Taking Offense

 A major stumbling block for those who reject Christianity is those parts of the Bible which seem to justify actions that we consider to be culturally backward, confusing, and irrelevant or, even worse, immoral. And I think that most Christians, if they’re honest, will agree that there are parts of the Bible that they find baffling, frustrating, or, possibly, just plain offensive.

Interestingly, characters within the Bible exhibit similar sentiments with respect to the self-disclosure of God.  Moses, for example, boldly interceded to God on behalf of his people when God was on the verge of wiping them out for their idolatry. Moses repeatedly calls on God to remember what he promised, to consider what the other nations would think, to turn away from his anger and show mercy to his people (Ex. 32:9-14; 33:12-17).  Surprisingly, God relents. Moses’ courage and boldness appear to earn him God’s favour.  We see similar themes in the book of Job, where Job protests bluntly and bitterly to God about his suffering.  Although God has some harsh words for Job at the end of the book,  he also declares that Job and not his friends with their neat and tidy religious formulas explaining human suffering, had spoken rightly of him (Job 42:7-10).
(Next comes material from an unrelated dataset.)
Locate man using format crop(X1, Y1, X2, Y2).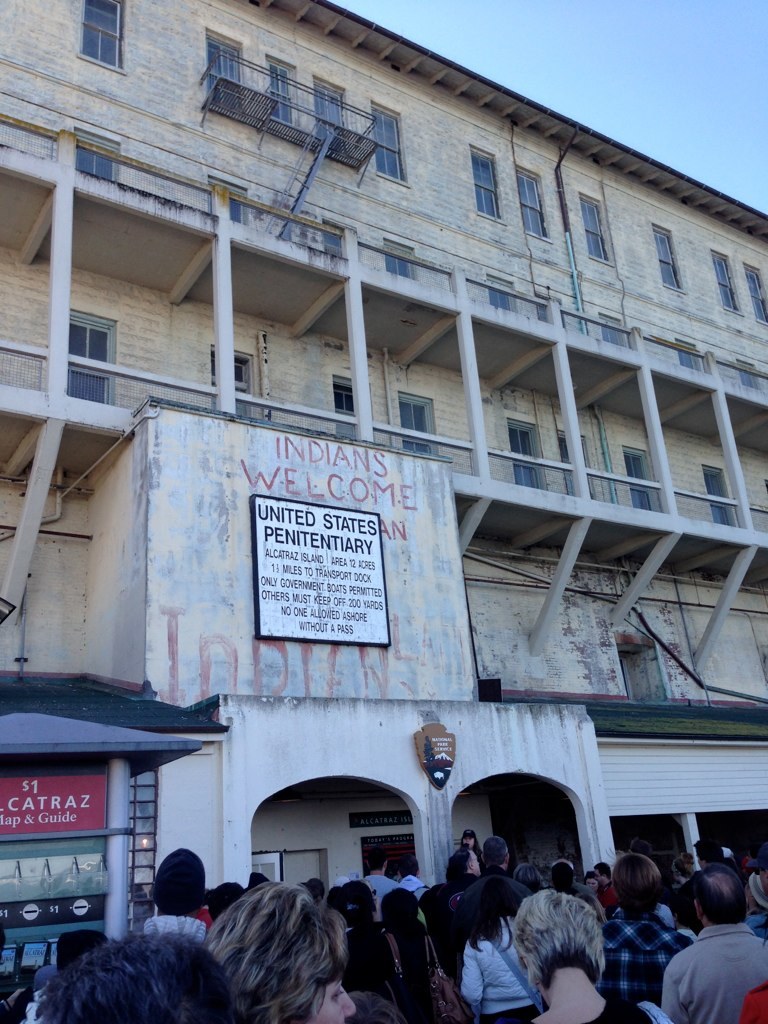
crop(474, 835, 536, 913).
In both cases, confusion, ambiguity, and outrage were presented to God honestly and unapologetically. In both cases, it seems that God was less interested in human beings pretending that God’s actions and intentions were perfectly obvious, transparent, and morally praiseworthy than he was in an honest acknowledgment of the confusion and even offense that walking with him can and does cause.

In The Reason for God, Timothy Keller has this to say about what to think when we come across a passage in Scripture that we find outrageous:

To stay away from Christianity because part of the Bible’s teaching is offensive to you assumes that if there is a God he wouldn’t have any views that upset you…. Now, what happens if you eliminate anything from the Bible that offends your sensibility and crosses your will? If you pick and choose what you want to believe and reject the rest, how will you ever have a God who can contradict you? … Only if your God can say things that outrage you and make you struggle (as in a real friendship or marriage!) will you know that you have gotten hold of a real God and not a figment of your imagination.

In other words, one skeptical assumption worth challenging is that if God exists and chooses to reveal himself to human beings, he is obliged to do so in a way that will simply confirm and validate our (profoundly historically and culturally conditioned) conceptions of what is good, admirable, and admissible.  If we take seriously the fact that human beings are finite and fallen creatures, whose only access to reality is profoundly shaped (in positive and negative ways) by a whole host of historical, cultural, and psychological factors, then it makes sense to say that our moral conceptions might not represent the last or best word on the question of what God is like.

In one of my university philosophy classes, a professor told the story of a friend of his who was a committed Christian and a celibate homosexual. When my professor asked his friend if he agreed with the Bible’s teaching on homosexuality, his friend said he did not. This, my professor found truly baffling. How could his friend possibly choose to commit to a religious tradition when he was in such obvious disagreement with it on a matter as important as his sexual identity?

His friend said that Christianity made sense of enough important elements of his experience, and that God had proven faithful enough over the years that he had learned to trust and yield to him when it came to matters that he disagreed with. His confusion and disagreement with God were preserved within the context of faith, and with the understanding that it is at least possible that human conceptions of what is right and wrong, permissible and impermissible might require modification or correction.

My professor obviously found this pretty difficult to stomach. What, after all, could be more important than being true to one’s own beliefs? If anything is sacred in our post-Christian Western culture it is the individual’s freedom to decide what is true and meaningful for themselves.

But perhaps facing the implications of the inherent limitation of the human condition—even when it comes to our moral intuitions—can be seen as liberating in a strange sort of way. We don’t have to pretend that we love everything in the Bible, nor do we have to pretend that God’s way of acting in the world always makes obvious sense and demands nothing but our reflexive and unthinking praise. Whatever else may be going on in the stories of how Moses and Job related to God, it seems that one important lesson is that God is not put off by human doubt, anger—even offense—in response to their understanding of his work in the world.

Ryan Dueck

One response to “Taking Offense

  1. Some very good points Ryan. Never thought of Biblical offense as a means of protecting against idolatry before. Please keep sharing your thoughts!